In 1941, with the establishment of the Independent State of Croatia (Nezavisna Država Hrvatska/NDH) and the implementation of Nazi-style racial laws, Deutsch was banned from the theatre where she had been a star. Her classmate recalled:
"She used to sit motionless on a bench across from the theater in a little herringbone pattern coat with a yellow star of David on her sleeves, staring for hours at the building where once she was a star, and now she couldn’t even enter the building."
Ante Pavelić's authoritarian Ustaše government, supported by both Nazi Germany and Fascist Italy, was based on Fascist and Nazi ideology and sought to "cleanse" Croatia of non-ethnic Croats, including Serbs, Jews and Roma, as well as ethnic Croats who opposed the regime. Between 1941 and 1943, her family tried unsuccessfully to obtain papers to leave for British Palestine, to convert to Catholicism, to join the partisans in Croatia, and to rely on fellow actors to save her family from deportation. Despite the intercession of the Zagreb Jewish community for Deutsch's and many other families, Pavelić faced increasing pressure to deport all remaining Jews in Croatia after a visit from Heinrich Himmler in May 1943.
The conditions for anti-Semitic persecution varied across Yugoslavia, with Jews being targeted for mass murder almost immediately in German-occupied Serbia and Croatia, but much more slowly in Hungary and Bulgaria. Jews under Italian rather than German control also faced less immediate violence. Lea Deutsch and her family were deported to Auschwitz in the same month, May 1943, where Lea died of starvation and exposure during transport. Her mother and younger brother Saša were later murdered in Auschwitz, and only her father survived the war. Like Anne Frank, to whom she is often compared as a sympathetic and young victim of the Holocaust, her father Stjepan has played an important role in promoting her memory and recognition, even in communist Yugoslavia. More than 30,000 Croatian Jews were murdered in the Holocaust, primarily at Auschwitz-Birkenau or locally in Croatia.

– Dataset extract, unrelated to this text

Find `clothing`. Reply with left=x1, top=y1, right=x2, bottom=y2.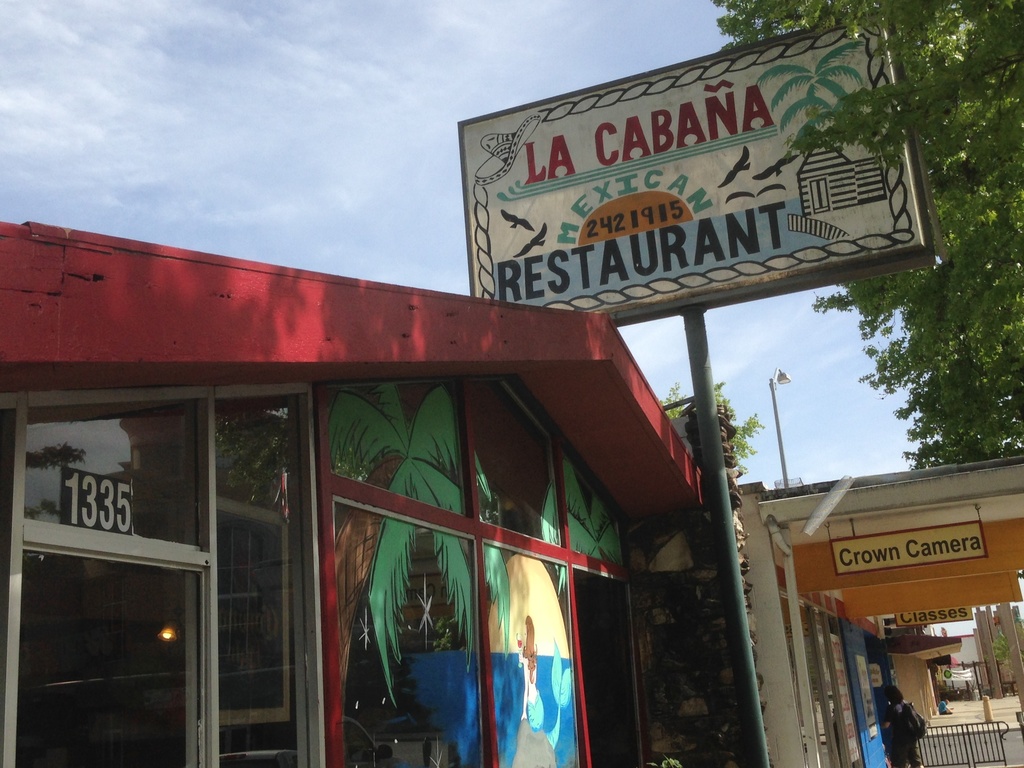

Deutsch's lack of recognition or memory in the West points to a larger problem of Holocaust memory in the former Soviet Union, and the overlapping and often competing politics of memory between Soviet and Nazi persecution. As Omar Bartov and Jelena Subotić have pointed out about the Semlin camp in Belgrade, it is a 'grotesque site of non-memory', despite the early and well-known internment and execution of Jews there. Furthermore, as part of the routinisation and development of Nazi killing techniques, the same gas van techniques that were tested in Semlin were then sent to Minsk after being used in the T-4 euthanasia centres in Germany and Chelmno. As Subotić argues, in the politics of memory in Eastern Europe, the equation of communism and fascism often appropriates Holocaust imagery to delegitimise communism in a process of historical revisionism. This often deliberately conceals the involvement of Eastern European countries in fascist crimes and elevates communist crimes to the level of the Holocaust, and is part of a deliberate political strategy of post-communist states.